In that desolate land and lone,
Where the Big Horn and Yellowstone
Roar down their mountain path,
By their fires the Sioux Chiefs
Muttered their woes and griefs
And the menace of their wrath.

"Revenge!" cried Rain-in-the-Face,
"Revenue upon all the race
Of the White Chief with yellow hair!"
And the mountains dark and high
From their crags re-echoed the cry
Of his anger and despair.

In the meadow, spreading wide
By woodland and riverside
The Indian village stood;
All was silent as a dream,

Reviews
No reviews yet.

The Revelation

The same old sprint in the morning, boys, to the same old din and smut;
Chained all day to the same old desk, down in the same old rut;
Posting the same old greasy books, catching the same old train:
Oh, how will I manage to stick it all, if I ever get back again?

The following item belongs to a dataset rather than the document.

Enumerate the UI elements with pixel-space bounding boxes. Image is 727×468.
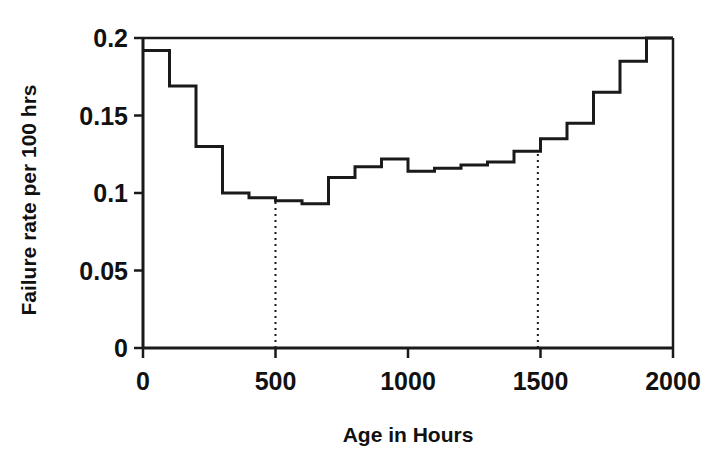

We've bidden good-bye to life in a cage, we're finished with pushing a pen;
They're pumping us full of bellicose rage, they're showing us how to be men.
We're only beginning to find ourselves; we're wonders of brawn and thew;

Reviews
No reviews yet.

The Rendezvous

He faints with hope and fear. It is the hour.
Distant, across the thundering organ-swell,
In sweet discord from the cathedral-tower,
Fall the faint chimes and the thrice-sequent bell.
Over the crowd his eye uneasy roves.
He sees a plume, a fur; his heart dilates --
Soars . . . and then sinks again. It is not hers he loves.
She will not come, the woman that he waits.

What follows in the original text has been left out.